If you’re wondering why countries would do that next year when they didn’t this year, you’re not alone. Given the already deep urgency of climate change, it’s hard to imagine what more could move the needle. Jennifer Morgan, the head of Greenpeace International, says that the pressure on governments from activists and youth will only grow. “After this meeting, 1.5 is still barely alive,” says Morgan. “What would give me confidence is the people-power that exists around the world—and that is just growing…. it’s a chance to hold governments accountable to the promises that they have made on the world stage.”
It’s also true that as the COVID-19 pandemic eases, governments will have additional space—fiscal and otherwise—to delve more deeply into the nuts and bolts of climate policy. Over the last couple of weeks at Glasgow, on the sidelines of the formal negotiations, some encouraging signs emerged of nascent programs that might convince some countries to go further. For example, negotiators from the U.S., U.K., Germany, France and the European Union announced they are working on an $8.5 billion deal with South Africa to help it transition away from coal—that partnership that could serve as a model for other countries.
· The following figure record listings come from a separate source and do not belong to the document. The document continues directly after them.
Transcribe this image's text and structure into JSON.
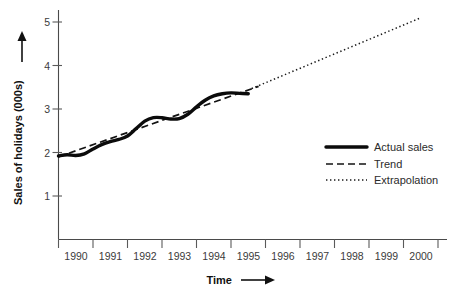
{
  "chart_data": {
    "type": "line",
    "title": "",
    "xlabel": "Time",
    "ylabel": "Sales of holidays (000s)",
    "xlim": [
      1990,
      2000.5
    ],
    "ylim": [
      0,
      5.4
    ],
    "yticks": [
      1,
      2,
      3,
      4,
      5
    ],
    "ytick_labels": [
      "1",
      "2",
      "3",
      "4",
      "5"
    ],
    "xticks": [
      1990,
      1991,
      1992,
      1993,
      1994,
      1995,
      1996,
      1997,
      1998,
      1999,
      2000
    ],
    "xtick_labels": [
      "1990",
      "1991",
      "1992",
      "1993",
      "1994",
      "1995",
      "1996",
      "1997",
      "1998",
      "1999",
      "2000"
    ],
    "grid": false,
    "legend_position": "center-right",
    "series": [
      {
        "name": "Actual sales",
        "style": "solid-thick",
        "x": [
          1990.0,
          1990.25,
          1990.5,
          1990.75,
          1991.0,
          1991.25,
          1991.5,
          1991.75,
          1992.0,
          1992.25,
          1992.5,
          1992.75,
          1993.0,
          1993.25,
          1993.5,
          1993.75,
          1994.0,
          1994.25,
          1994.5,
          1994.75,
          1995.0,
          1995.25,
          1995.5
        ],
        "values": [
          1.92,
          1.95,
          1.93,
          1.97,
          2.08,
          2.18,
          2.25,
          2.3,
          2.38,
          2.55,
          2.72,
          2.8,
          2.8,
          2.77,
          2.78,
          2.88,
          3.05,
          3.2,
          3.3,
          3.35,
          3.37,
          3.36,
          3.35
        ]
      },
      {
        "name": "Trend",
        "style": "dashed",
        "x": [
          1990.0,
          1995.8
        ],
        "values": [
          1.9,
          3.52
        ]
      },
      {
        "name": "Extrapolation",
        "style": "dotted",
        "x": [
          1995.6,
          2000.45
        ],
        "values": [
          3.47,
          5.08
        ]
      }
    ]
  },
  "legend": {
    "items": [
      {
        "label": "Actual sales",
        "style": "solid-thick"
      },
      {
        "label": "Trend",
        "style": "dashed"
      },
      {
        "label": "Extrapolation",
        "style": "dotted"
      }
    ]
  },
  "axes": {
    "y_axis_label": "Sales of holidays (000s)",
    "x_axis_label": "Time"
  }
}
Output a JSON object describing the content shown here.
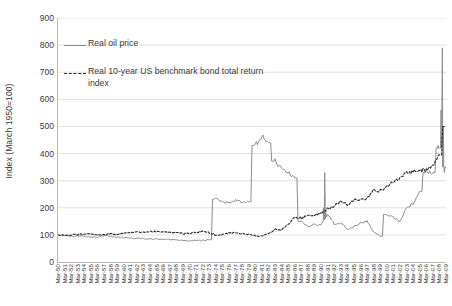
{
  "chart_data": {
    "type": "line",
    "title": "",
    "xlabel": "",
    "ylabel": "Index (March 1950=100)",
    "ylim": [
      0,
      900
    ],
    "ytick_step": 100,
    "yticks": [
      0,
      100,
      200,
      300,
      400,
      500,
      600,
      700,
      800,
      900
    ],
    "grid": "horizontal",
    "legend_position": "upper-left-inside",
    "colors": {
      "oil": "#8c8c8c",
      "bond": "#2b2b2b",
      "grid": "#d9d9d9",
      "axis": "#b9b9b9",
      "text": "#3a3a3a",
      "background": "#ffffff"
    },
    "x": [
      "Mar-50",
      "Mar-51",
      "Mar-52",
      "Mar-53",
      "Mar-54",
      "Mar-55",
      "Mar-56",
      "Mar-57",
      "Mar-58",
      "Mar-59",
      "Mar-60",
      "Mar-61",
      "Mar-62",
      "Mar-63",
      "Mar-64",
      "Mar-65",
      "Mar-66",
      "Mar-67",
      "Mar-68",
      "Mar-69",
      "Mar-70",
      "Mar-71",
      "Mar-72",
      "Mar-73",
      "Mar-74",
      "Mar-75",
      "Mar-76",
      "Mar-77",
      "Mar-78",
      "Mar-79",
      "Mar-80",
      "Mar-81",
      "Mar-82",
      "Mar-83",
      "Mar-84",
      "Mar-85",
      "Mar-86",
      "Mar-87",
      "Mar-88",
      "Mar-89",
      "Mar-90",
      "Mar-91",
      "Mar-92",
      "Mar-93",
      "Mar-94",
      "Mar-95",
      "Mar-96",
      "Mar-97",
      "Mar-98",
      "Mar-99",
      "Mar-00",
      "Mar-01",
      "Mar-02",
      "Mar-03",
      "Mar-04",
      "Mar-05",
      "Mar-06",
      "Mar-07",
      "Mar-08",
      "Mar-09"
    ],
    "xticks": [
      "Mar-50",
      "Mar-51",
      "Mar-52",
      "Mar-53",
      "Mar-54",
      "Mar-55",
      "Mar-56",
      "Mar-57",
      "Mar-58",
      "Mar-59",
      "Mar-60",
      "Mar-61",
      "Mar-62",
      "Mar-63",
      "Mar-64",
      "Mar-65",
      "Mar-66",
      "Mar-67",
      "Mar-68",
      "Mar-69",
      "Mar-70",
      "Mar-71",
      "Mar-72",
      "Mar-73",
      "Mar-74",
      "Mar-75",
      "Mar-76",
      "Mar-77",
      "Mar-78",
      "Mar-79",
      "Mar-80",
      "Mar-81",
      "Mar-82",
      "Mar-83",
      "Mar-84",
      "Mar-85",
      "Mar-86",
      "Mar-87",
      "Mar-88",
      "Mar-89",
      "Mar-90",
      "Mar-91",
      "Mar-92",
      "Mar-93",
      "Mar-94",
      "Mar-95",
      "Mar-96",
      "Mar-97",
      "Mar-98",
      "Mar-99",
      "Mar-00",
      "Mar-01",
      "Mar-02",
      "Mar-03",
      "Mar-04",
      "Mar-05",
      "Mar-06",
      "Mar-07",
      "Mar-08",
      "Mar-09"
    ],
    "series": [
      {
        "name": "Real oil price",
        "style": "solid",
        "color": "#8c8c8c",
        "values": [
          100,
          97,
          95,
          96,
          95,
          93,
          92,
          97,
          94,
          91,
          90,
          89,
          88,
          86,
          85,
          84,
          83,
          83,
          82,
          80,
          78,
          80,
          79,
          82,
          232,
          222,
          218,
          228,
          218,
          222,
          430,
          462,
          440,
          372,
          345,
          330,
          310,
          150,
          130,
          140,
          135,
          175,
          140,
          145,
          120,
          130,
          145,
          150,
          110,
          95,
          175,
          165,
          150,
          200,
          215,
          260,
          330,
          330,
          420,
          350
        ]
      },
      {
        "name": "Real 10-year US benchmark bond total return index",
        "style": "dashed",
        "color": "#2b2b2b",
        "values": [
          100,
          99,
          100,
          101,
          104,
          103,
          101,
          100,
          104,
          101,
          106,
          108,
          110,
          111,
          112,
          112,
          110,
          109,
          108,
          104,
          105,
          110,
          112,
          109,
          100,
          100,
          107,
          108,
          104,
          102,
          96,
          95,
          105,
          120,
          118,
          140,
          165,
          162,
          170,
          175,
          180,
          195,
          205,
          225,
          210,
          230,
          228,
          235,
          265,
          262,
          275,
          300,
          310,
          330,
          335,
          340,
          340,
          355,
          395,
          500
        ]
      }
    ],
    "annotations": {
      "peak_oil_2008": 790,
      "peak_oil_1980": 462,
      "trough_oil_1998": 95
    }
  },
  "legend": {
    "items": [
      {
        "label": "Real oil price",
        "swatch": "solid-line-swatch"
      },
      {
        "label": "Real 10-year US benchmark bond total return index",
        "swatch": "dashed-line-swatch"
      }
    ]
  }
}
But for rich countries to win over their less-wealthy counterparts with those types of programs would likely require a broader effort to engender trust. In the final days of the talks in Glasgow, negotiations in large part centered around a push for rich countries to provide adequate funding for poor countries to adapt to the effects of climate change, and to help pay for the inevitable damages and financial losses of increasing droughts, floods, and other climate-related events. As representatives of poorer, more vulnerable countries have made clear, historical emissions of richer countries have largely fueled their accrual of wealth, while putting other parts of the world at risk to the effects of those emissions. The final deal includes a call to double finance for adaptation as well as a promise to work further on the issue of loss and damage.
Many critics of international climate talks will likely say none of this really matters when it comes to getting the world to slash emissions. Real action happens in response to economic factors—at manufacturing plants, in offices and with consumers—or at the very least in response to laws or rules. It’s true of course that the negotiators who gathered in Glasgow have no direct power to intervene on the ground in other countries, but collectively setting the direction can’t hurt.